I did like the point that Catholics are already accustomed to thinking of women in leadership positions. It always gets under my skin when people bash the Catholic church for excluding women from the priesthood because that is hardly the be-all-end-all of Catholic veneration. There are more women who are Saints than men. Furthermore, there are female Saint who were scientists, doctors, warriors and all sorts of "traditionally male" roles. I can't think of an institution with a greater wealth of role models for girls and women than the Catholic Church — the alleged bane of egalitarianism.

I strongly suspect that the people who claim that they could never be Catholic because of its "sexist stance" on the clergy wouldn't be Catholic even if that were reversed. (I do know gay Episcopalians who would gladly return to the Church if they felt welcome, but that's a whole different story.)

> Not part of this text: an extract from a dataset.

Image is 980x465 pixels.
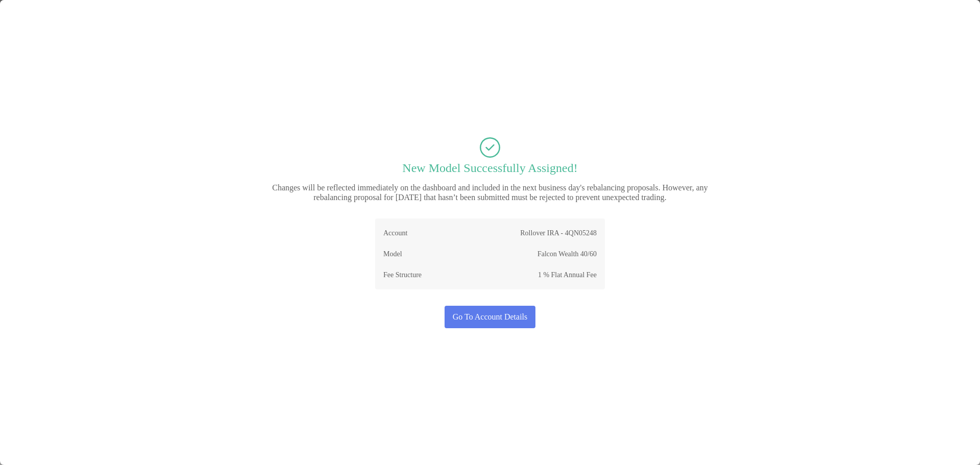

Anyway, one of the "plus" points for Clinton (really, the Clintons) was Bill's involvement in resolving the ongoing strife in Northern Ireland. That was a great achievement that benefited both Catholics and their close Anglican cousins (aka "the Protestants"). Still, the Catholics in my state (Texas) are Hispanic. Senator Clinton has been doing well with Hispanics, but I'm starting to suspect that it is because many Hispanics have been apolitical and just weren't familiar with Senator Obama. That has certainly changed at this point. The racist "anti-immigrant" campaign of the right has politicized the Hispanic demographic and Barack Obama has enjoyed a great deal of exposure recently. We'll have to see if this results a change in Hispanic voting.

For my part, I'm not foolish enough to make any predictions in this election.